- _WORK INSTRUCTION_: Leaving out all pictures, write out word for word the lines from the one containing "Image resolution: width=547" to the end of the data below.

Screenshot grounding data:
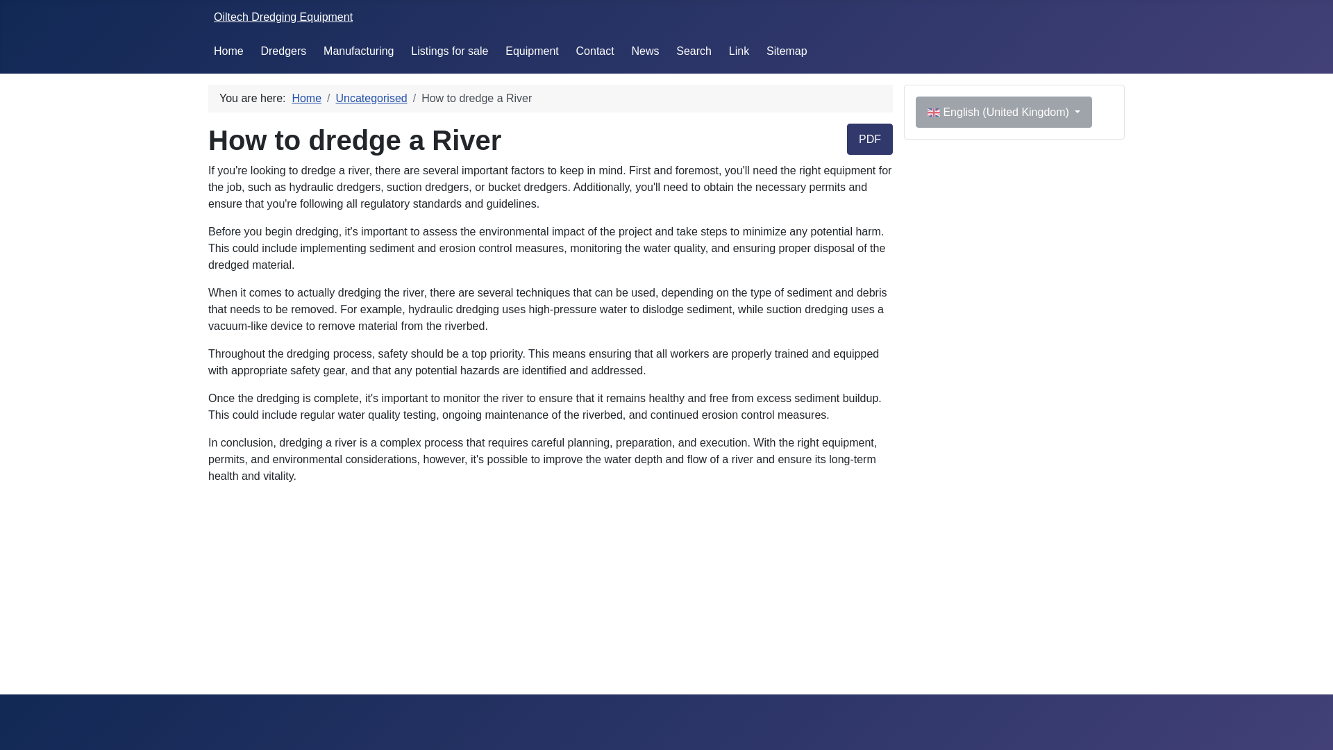 This screenshot has height=750, width=1333. I want to click on Listings for sale, so click(448, 51).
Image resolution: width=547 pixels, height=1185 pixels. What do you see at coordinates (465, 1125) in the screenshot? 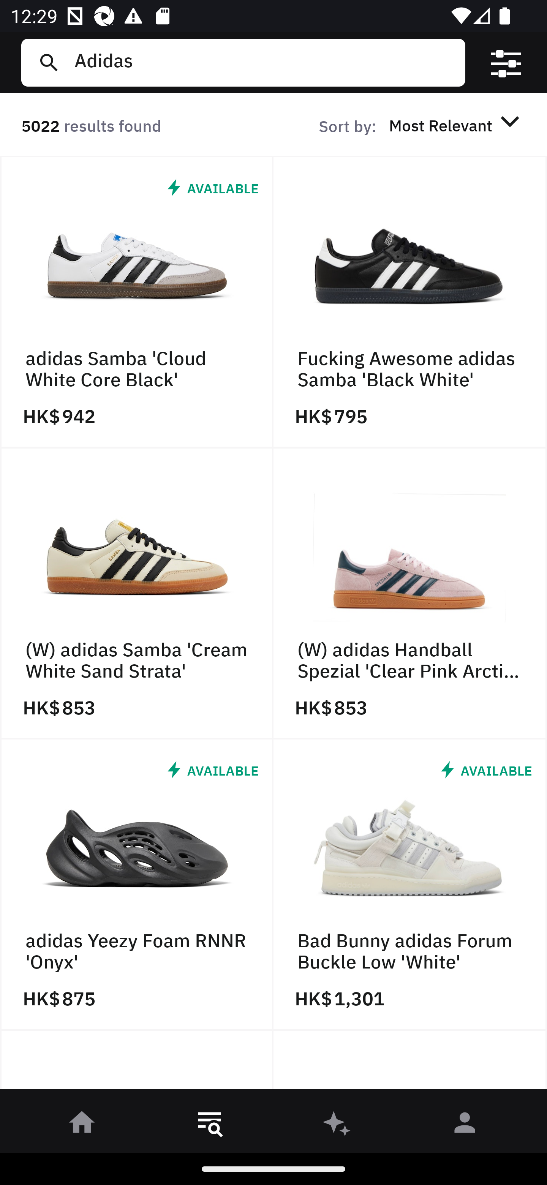
I see `󰀄` at bounding box center [465, 1125].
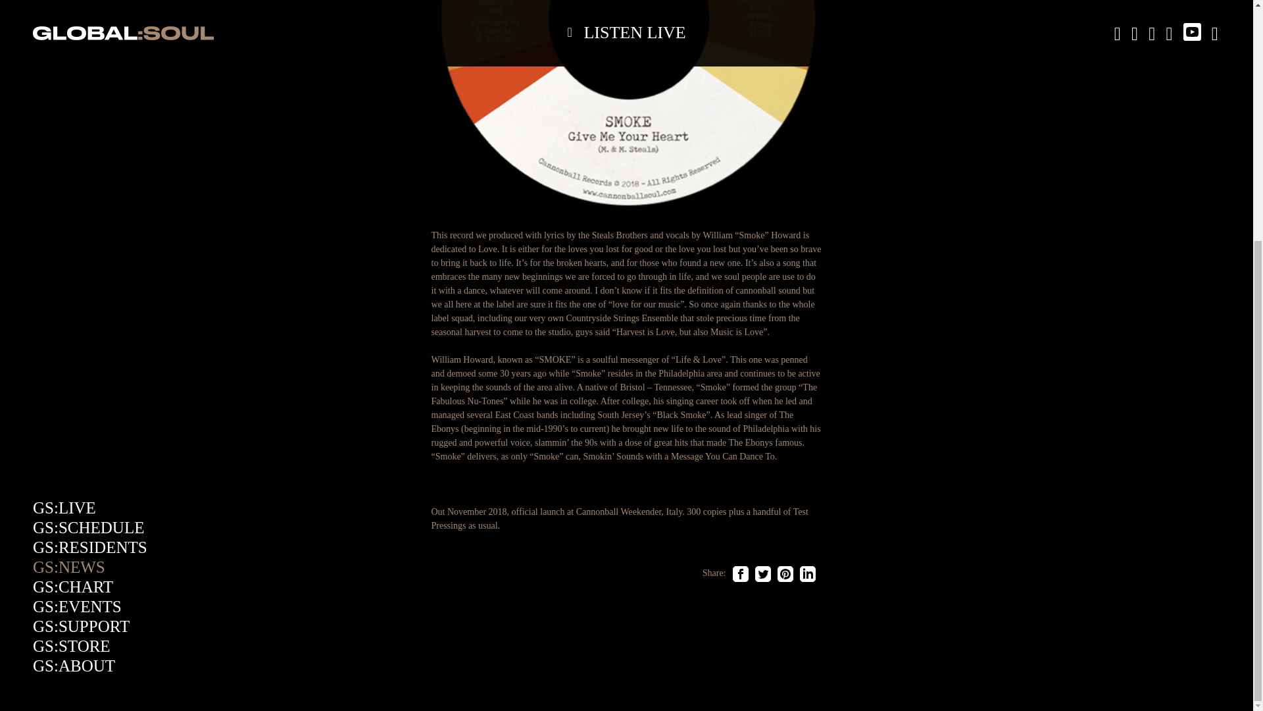 This screenshot has width=1263, height=711. Describe the element at coordinates (68, 209) in the screenshot. I see `GS:NEWS` at that location.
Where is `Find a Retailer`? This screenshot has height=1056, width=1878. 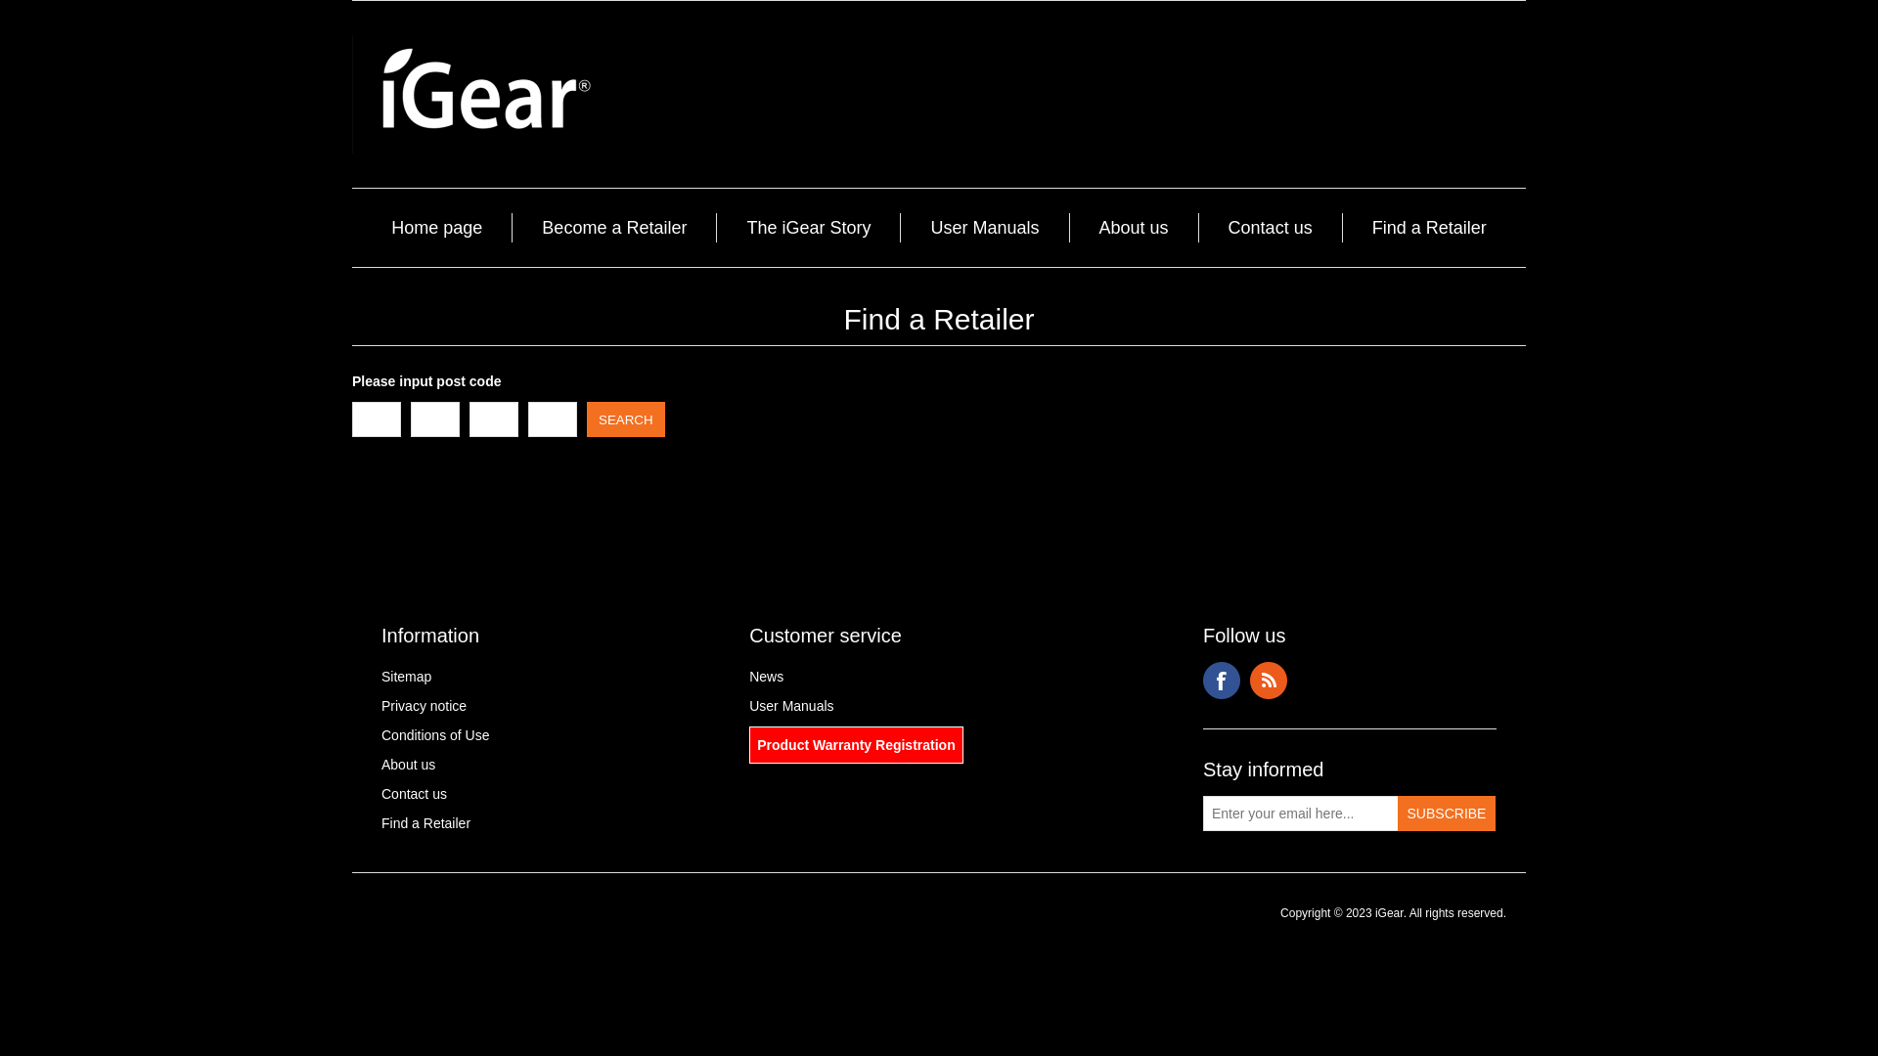
Find a Retailer is located at coordinates (426, 823).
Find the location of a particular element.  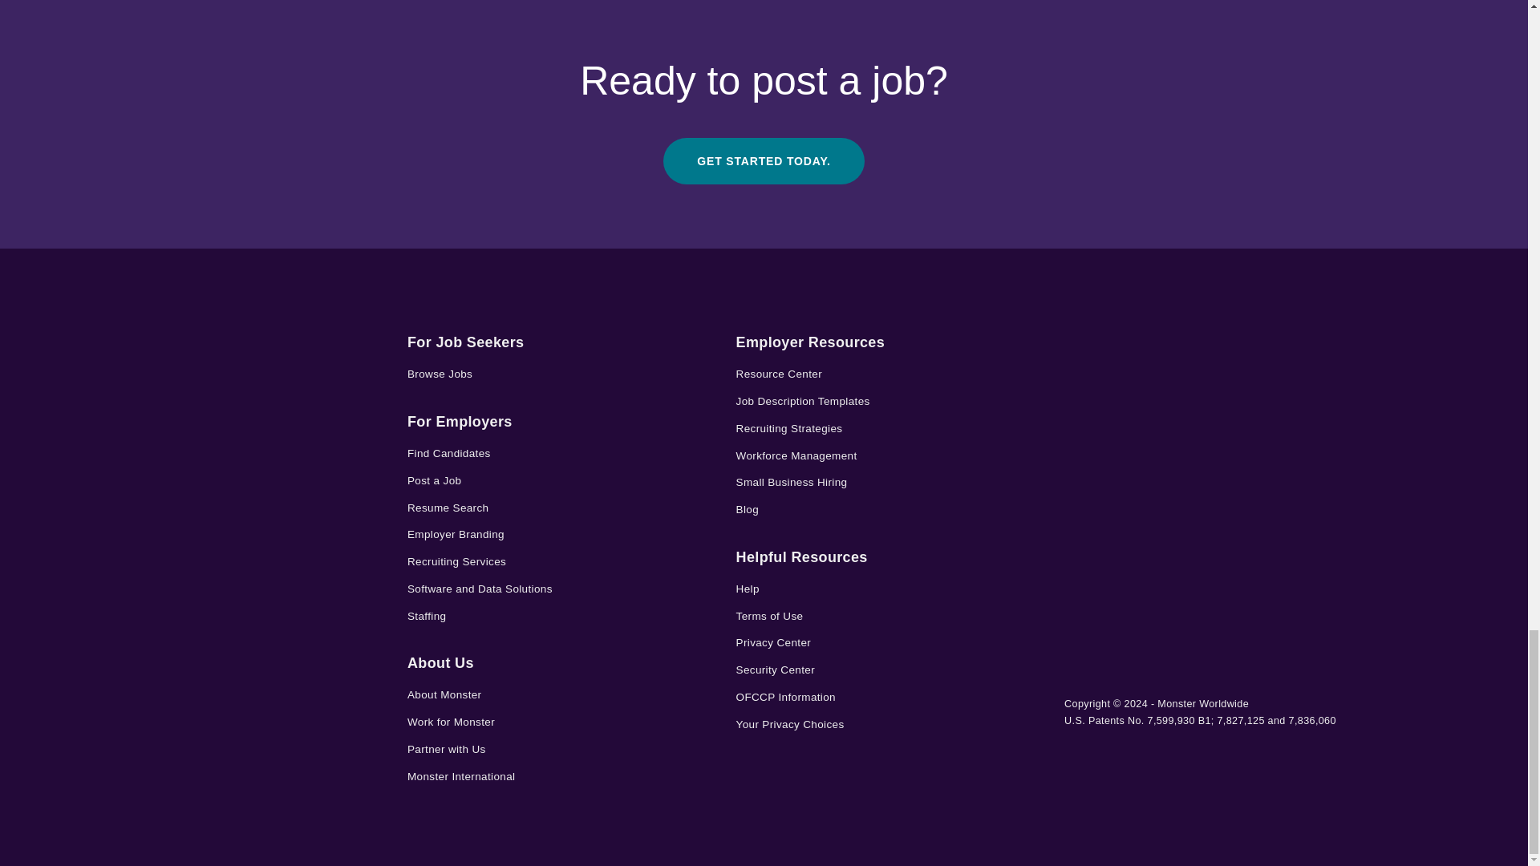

- _ANSWER SECTION_:
Image resolution: width=547 pixels, height=1185 pixels. What do you see at coordinates (465, 1125) in the screenshot? 
I see `󰀄` at bounding box center [465, 1125].
 This screenshot has width=1263, height=711. Describe the element at coordinates (68, 209) in the screenshot. I see `GS:NEWS` at that location.
Where is `Find a Retailer`? This screenshot has height=1056, width=1878. 
Find a Retailer is located at coordinates (426, 823).
Find the location of a particular element.  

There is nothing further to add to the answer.